Saturday, June 07, 2008

More e-voting irregularities

These systems just don't work. The reason they don't work is software, and I say that as a software developer. Unless you are NASA, code just isn't tested or vetted enough to trust unconditionally as a black box. [Link]
As a fairly well-known Election Integrity journalist who has personally covered, for years, the myriad election woes of thousands (if not millions) of voters around the country who have tried to bring seemingly endless stories of votes flipped on e-voting systems to the attention of officials, these stories always continue to be remarkable to me, even if not to many others in the rest of the mainstream media.

It's even more troubling when one realizes that so little ever seems to be done in light of so many of these horror stories, as those very same failed systems are still deployed across the nation, with little or no modification to correct the mountains of documented problems even now, as we head towards an election likely to be of historic proportions this November.

What follows is yet another one of those stories, where a voter had vote selections flipped by the electronic voting system, such that candidates were chosen other than the ones intended to be selected by the voter, though no fault of his own.

But this time, the voter is me.

Though I've covered so many of these stories, it was nonetheless remarkable to see it happen before ones very eyes, as occurred yesterday when I voted here in Los Angeles during our very low turnout California state Primary election.

The ES&S electronic voting system that I used to try to vote on yesterday, ended up flipping a total of 4 out of the 12 contests and initiatives for which I had attempted to vote.

Right before my very eyes, the computer-printed ballot produced by the voting system I was using, incorrectly filled in bubbles for four of the races I was voting in. Had I not been incredibly careful, after the ballot was printed out, to painstakingly compare what was printed to what I actually voted for, I'd have never known my votes were being given to candidates I did not vote for.

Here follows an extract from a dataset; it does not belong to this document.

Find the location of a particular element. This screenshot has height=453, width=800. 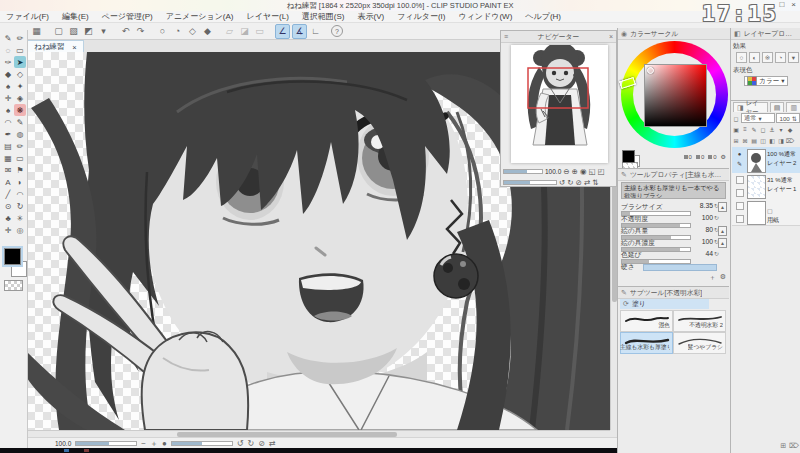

Had I been a blind voter --- as the system I was using is largely intended for use by the disabled --- I would have cast my ballot without having a clue that a full 40% of the votes I'd tried to cast for various California Superior Court judges were flipped to other candidates...

After speaking late last night about the problem to Dean Logan, the current acting Registrar-Recorder for Los Angeles County (the country's largest voting jurisdiction) and officials from the CA Sec. of State's office, I can report the failed e-voting machine in question is now being quarantined for testing to try and determine what happened in this, just the latest in a mounting string of failures by voting systems made by ES&S, the country's largest supplier of voting equipment.

While the machine is being sequestered for examination --- and one wonders if the same swift action would have been promised to someone not as well known to both the Registrar's and Sec. of State's office --- we'll call that point the "good news" for the moment.

In addition to the stunning error-rate of the failed ES&S InkaVote Plus voting machine I had tried to use, my day at the polls yesterday additionally revealed an amazing number of apparent violations of federal law, the California state Election Code, and a number of local, Los Angeles County provisions.

A voting machine with closed or non independently reviewed source code should not be used. I am less worried about malice than mistake. All software of consequence has bugs, except probably for one, TeX, and that has been developed over many, many years.

Every time this happens, computer people who do not work for the e-voting company yell about how much of a bad idea this whole idea is and how error prone it is, but they are treated like Cassandra, warning of the danger but not being heard.